CHINA AND AFRICA:THE DAWN OF AN EXCITING ERA

2008-12-12 10:04:44AdamaGaye
Voice Of Friendship 2008年6期

Adama Gaye (Senegal)

As the worlds oldest-centralised nation-state, and now hosting more than 1.3 billion people, China is definitely not an ordinary nation. The powerful dragon, it has come to symbolise, is drawing attention, raising eyebrows, and generating mixed reactions.

Chinas first contacts with Africa date back to the 2nd century BC. But what has been considered as the first significant encounter occurred in the year 1405. It was the year when, leading a fleet of 300 boats, the renowned admiral Zheng He came to the Eastern Coast of the continent. Souvenirs of Chinese porcelain and other gadgets left behind, in exchange of African animals taken away to China, are the main facts still remembered of that naval odyssey. As if they predicted what would happen few centuries later, those first visiting Chinese managed also to leave behind the image of a peaceful people not coming to Africa to grab her territories and resources.

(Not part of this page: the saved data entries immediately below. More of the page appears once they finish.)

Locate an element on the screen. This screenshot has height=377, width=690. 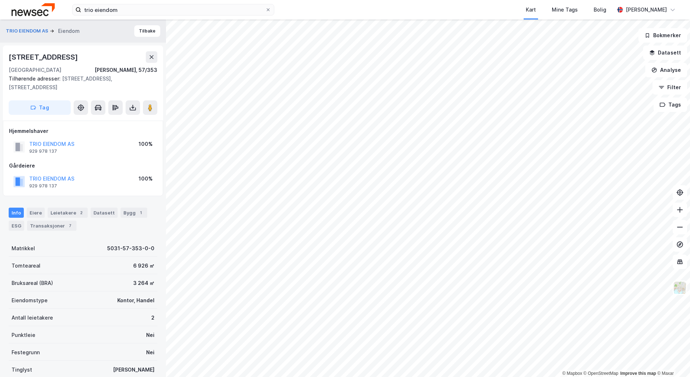
button: Analyse is located at coordinates (666, 70).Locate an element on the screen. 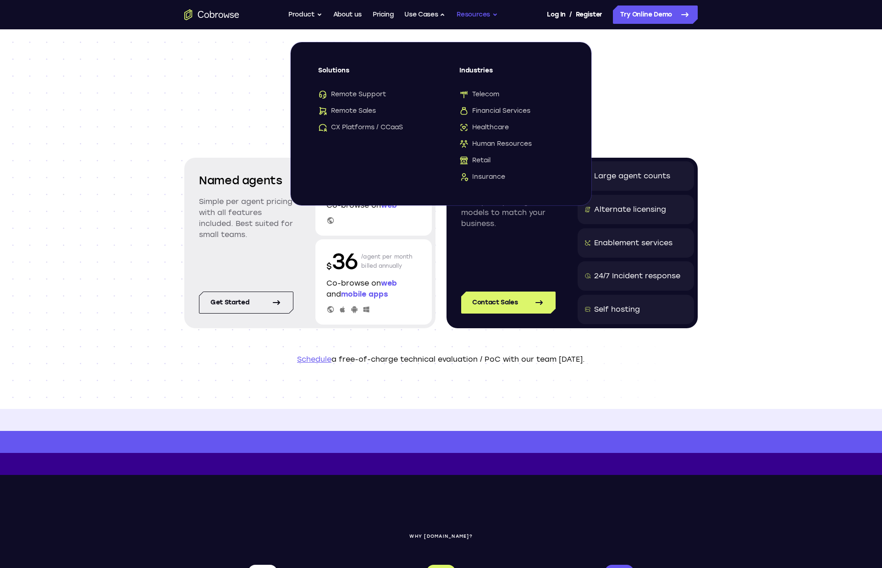  div: 24/7 Incident response is located at coordinates (637, 276).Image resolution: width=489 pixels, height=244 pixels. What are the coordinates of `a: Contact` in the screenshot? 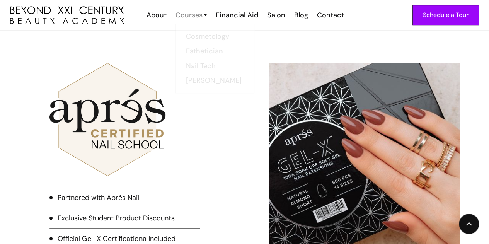 It's located at (330, 15).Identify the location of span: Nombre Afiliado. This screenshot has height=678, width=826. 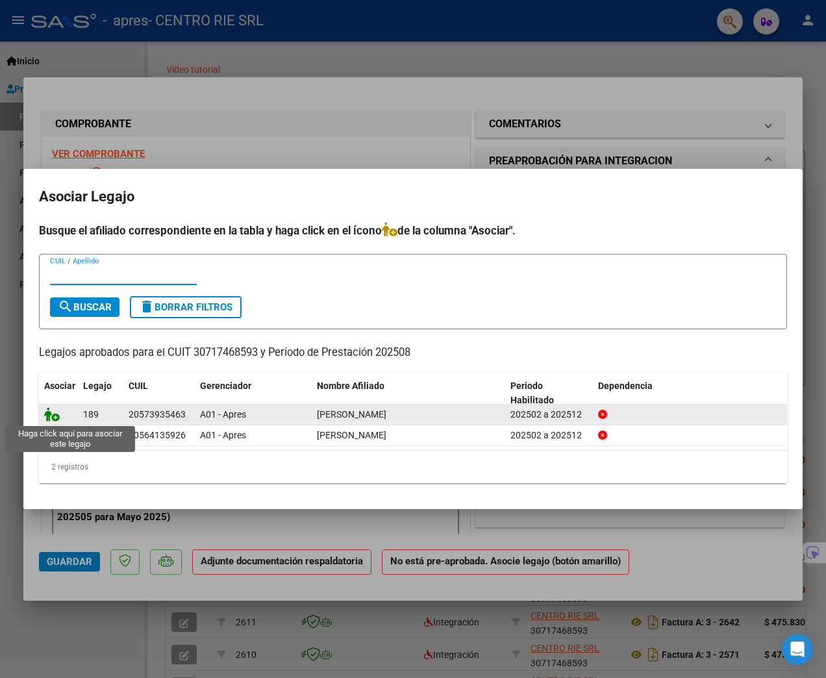
(351, 386).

The second time China embraced Africa was in the mid-1950s. It was a time when, coming out of a protracted civil war, China had no other choice but to break the diplomatic isolation she was experienced, immediately after the proclamation, in October 1949, of the Peoples Republic of China.

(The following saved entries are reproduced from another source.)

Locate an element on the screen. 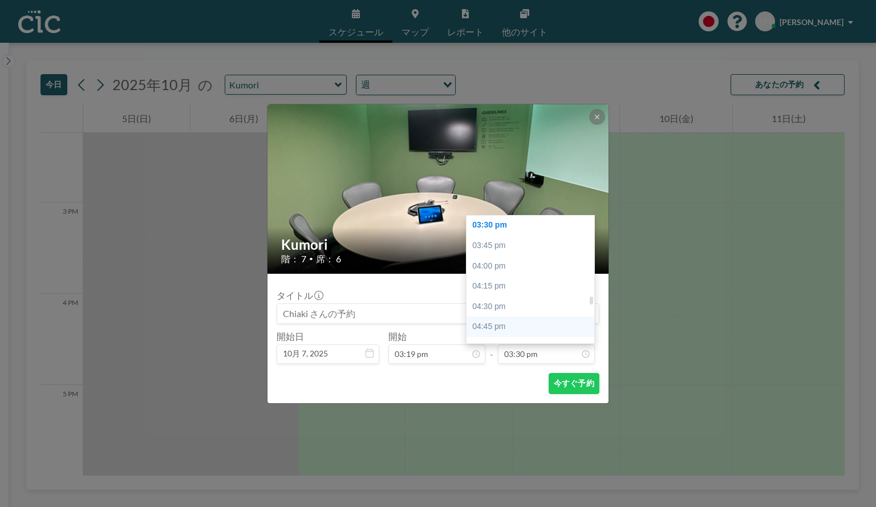 The width and height of the screenshot is (876, 507). label: タイトル is located at coordinates (300, 296).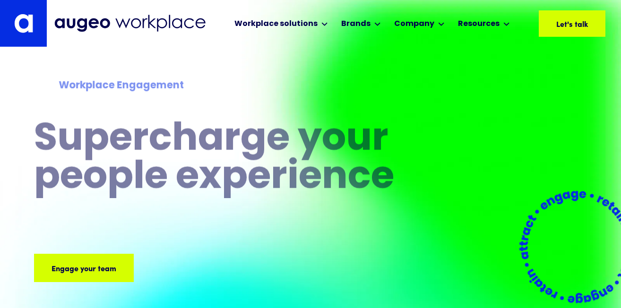 Image resolution: width=621 pixels, height=308 pixels. Describe the element at coordinates (84, 268) in the screenshot. I see `a: Engage your team` at that location.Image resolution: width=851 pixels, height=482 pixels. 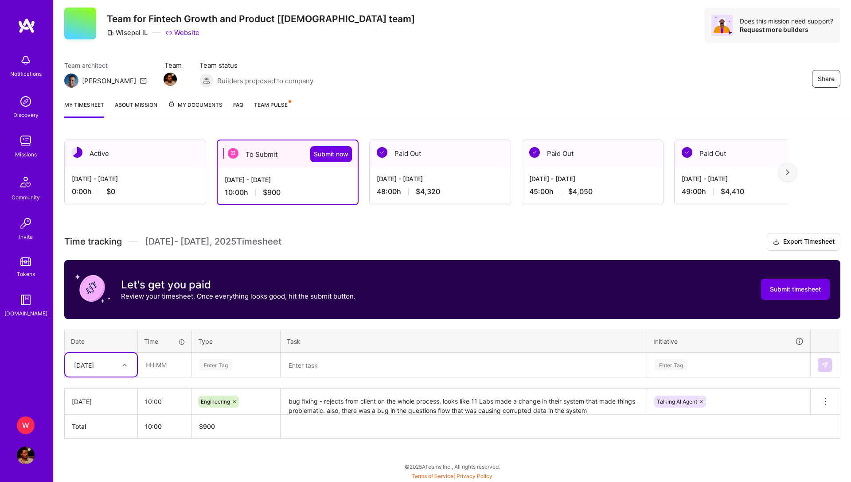 I want to click on span: Team architect, so click(x=106, y=65).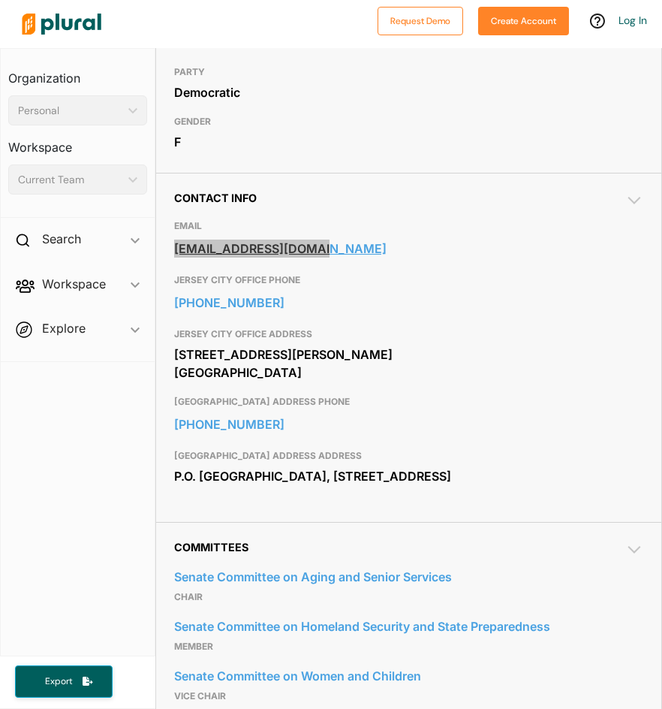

The third China African Safari is now underway. This time around, the dragon has shown how nimble it can be. All started after the launch of Chinas economic reforms which led to the withdrawal of the State from many economic entities, freed the dynamism of its people and forced to exile thousands of retrenched workers sacked from downsized State Owned Enterprises (SOEs).

For its part, China continued discreetly to advance its positions by sending its Foreign Affairs Minister to Africa, at the start of every year, from 1992.

None of its Western competitors, even those with long colonial years of presence in Africa, has done as much as China to engage politically, at the highest level, the continent.

Its current President and Secretary General of the Communist Party, Hu Jintao, and his predecessor, Jiang Zemin, have visited the continent at various times.

The Safari was intensified from 1993 when China realised that it could no longer satisfy its energetic needs with her own local production.

Chinas Africa efforts started paying off at the beginning of the 21st century. This forced her competitors, mainly from Western nations, to adjust to the new Pax-China, economically-driven, now emerging in Africa.

When the China-Africa meeting, originally a Ministerial one, was raised to a strategic level of Head of States and Government for the November 2006 Summit, the rest of the world was only left to wonder how China did it.

The model, now emulated by Africas traditional, bilateral and multilateral partners, has benefited Africa. All Africas external interlocutors are eager to be seen, at long last, as taking her as seriously as the Chinese have done.

China has the financial muscles to play a dominant role in Africa compared with her cash-trapped Western competitors. It has accumulated $1.5 trillion of foreign reserves, as a result of an effective export strategy.

With now more than 800,000 Chinese living, working and running small shops in Africa, with over 800 small and medium businesses, involved in manufacturing and bidding for construction of ports, railways, hospitals, administrative buildings and other facilities, usually at a very competitive price, using comparatively advantageous labour and other factors of production, there is no doubt that all the foreign actors, eager to be relevant in Africa, should pay notice—and yes start getting worried.

Without being caught in any China promotion, one can only observe that it is a country standing today in sharp contrast with the West.

With the World Bank and the IMF in disarray, China has been able to move her African agenda with money but also mastery of public relations.

A key component of Chinas Africa policy, soft-power is likely to reach its culminating point when the Beijing Olympics starts from August 8, 2008.

In rolling out her soft-power strategy, China uses words that make business easy to conduct. Talking about win-win relationship, friendship, cooperation, equality, respect of sovereignty, good-will, it gives a boost to her partners in Africa by rehabilitating their States after so many years of slashing of their attributes under the Western-inspired political and economic structural adjustment policies.

China brings a home-grown model of economic recovery that worked without the involvement of any foreign advisor, institution or bilateral tutor. Discipline, hard work, enlightened and nationalist leadership have made the difference.

China is in Africa primarily because she needs Africa for her own development and diplomatic standing in the world.

To achieve this, Africa should quickly become a better student of China, meaning that it should introduce the study of China, its language, its business practices, its psychological determinants, in the curriculum of the continents schools and universities.

The author is senior Senegalese journalist. He has written the book The Dragon and the Ostrich on the development of China-Africa relations. This article is excerpts of his speech at the African Union.